- **HOW TO COMPLETE THIS TASK**
From the material below, reproduce exactly the stretch of lines that begins with the line holding "Describe the element at coordinates (72, 40)" and ends with the line holding "This screenshot has height=518, width=812.", skipping the pictures.

- **SOURCE MATERIAL**
+---+
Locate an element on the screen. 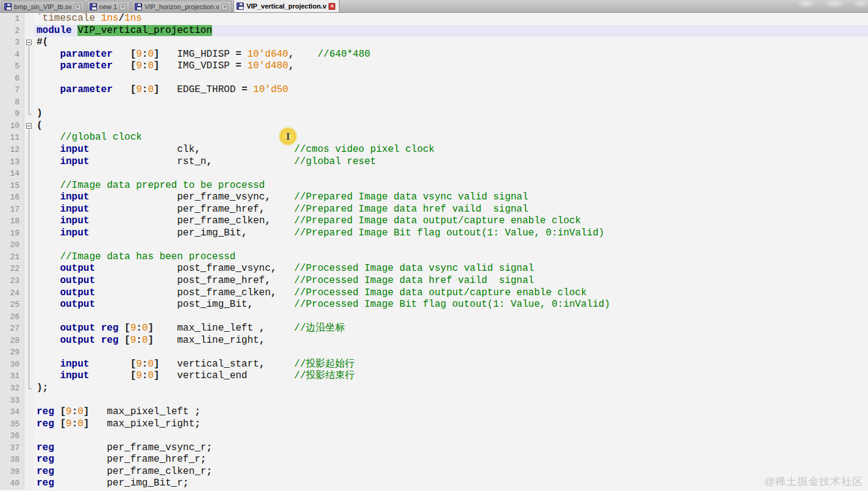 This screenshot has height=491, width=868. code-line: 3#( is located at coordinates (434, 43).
+---+
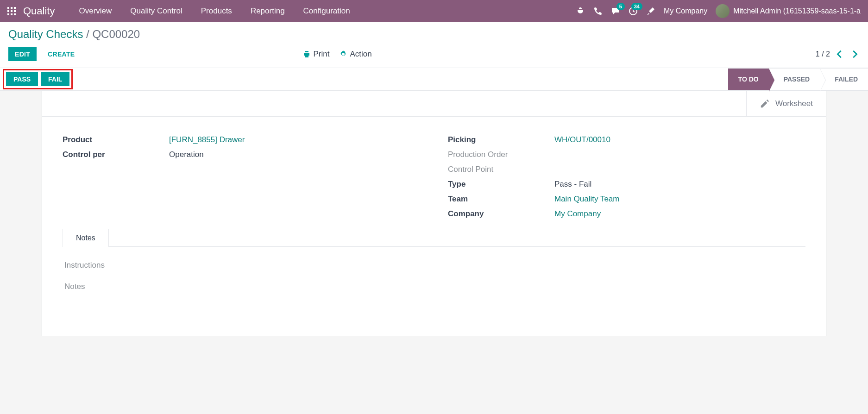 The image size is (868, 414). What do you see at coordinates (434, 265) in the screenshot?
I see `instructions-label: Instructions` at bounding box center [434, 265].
+---+
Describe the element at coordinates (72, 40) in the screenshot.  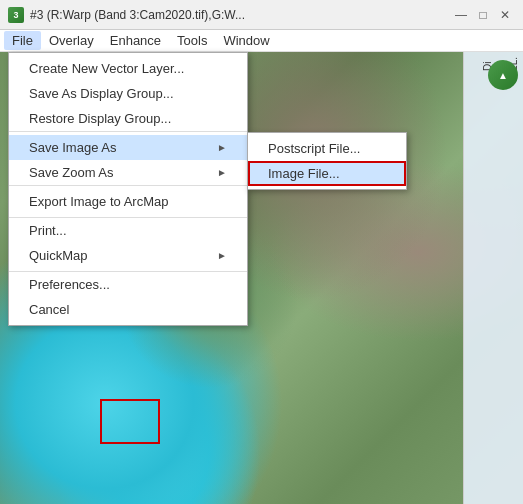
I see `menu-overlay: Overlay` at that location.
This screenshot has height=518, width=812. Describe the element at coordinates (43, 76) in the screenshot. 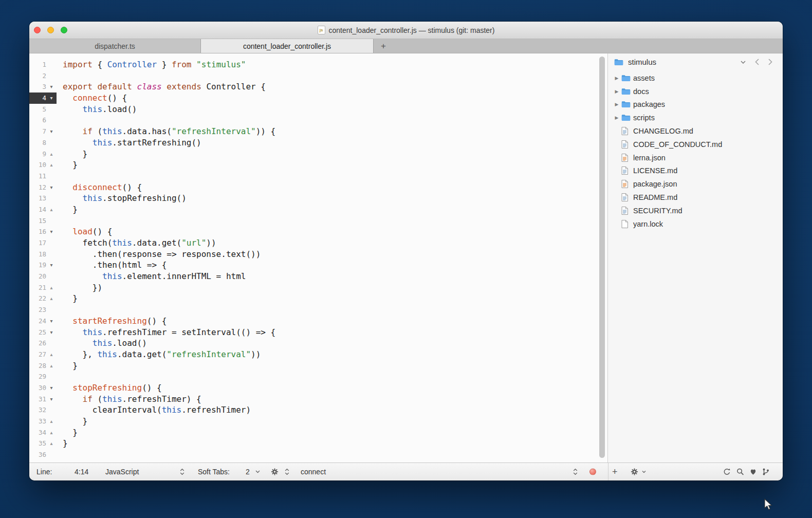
+---+
- **TASK ANSWER**
Describe the element at coordinates (72, 40) in the screenshot.  
I see `menu-overlay: Overlay` at that location.
This screenshot has height=518, width=812. Describe the element at coordinates (43, 76) in the screenshot. 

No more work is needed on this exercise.